Her work is part of public and private collections such as the Nicoletta Fiorucci Foundation, UK; FRAC Lorraine, FR; Fundació Sorigué, ES; Fundación Kablanc Otazu, ES; S.M.A.K. Collection, BE; Portuguese State Collection, PT; City of Lisbon Collection, PT; EDP Foundation, PT; António Cachola Collection – Museum of Contemporary Art of Elvas, PT; MACAM, PT; Silvia Fiorucci Collection, MC; among others.
Moisès Villèlia (Barcelona, 1928 – 1994) began his artistic career at a very young age, training in wood carving in the family workshop. After an initial figurative period, in the 1950s he came into contact with the Catalan avant-garde and broke with figuration, participating in the group Club 49 and founding Art Actual, which advocated for a transgressive and avant-garde art.
From the mid-1950s he developed intense exhibition activity, especially in Barcelona during the 1960s, while exploring new materials such as concrete, metal, and polyester, and combining his artistic practice with design and theater. His stays in Paris, Argentina, and Ecuador at the end of the decade marked his interest in bamboo, a central material in his work following his return to Catalonia in 1972.
In the 1970s and 1980s he consolidated his own sculptural language, characterized by organic and lightweight structures that explore the relationship between nature and human construction, particularly his frameworks or “spider webs.” He received important recognition, such as the retrospective exhibition at the Fundació Joan Miró in 1983, and his work forms part of significant national and international public and private collections.
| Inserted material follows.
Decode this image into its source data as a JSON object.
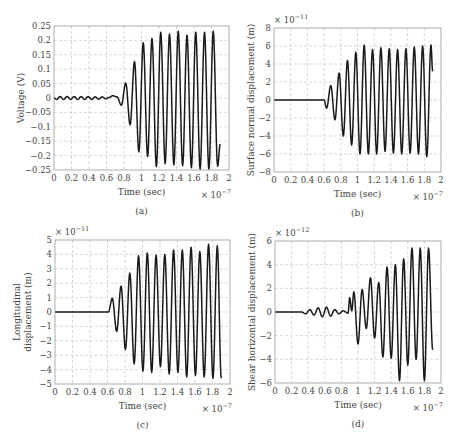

His work can be found in the Museo Nacional Centro de Arte Reina Sofía, Madrid; Museum of Contemporary Art of Barcelona (MACBA), Barcelona; National Art Museum of Catalonia (MNAC), Barcelona; La Caixa Collection, Barcelona; Joan Miró Foundation, Barcelona; ARTIUM Museum, Vitoria-Gasteiz; Valencian Institute of Modern Art (IVAM), Valencia; Patio Herreriano Museum, Valladolid; Albright-Knox Art Gallery, Buffalo; Wilhelm Lehmbruck Museum, Duisburg; among many others.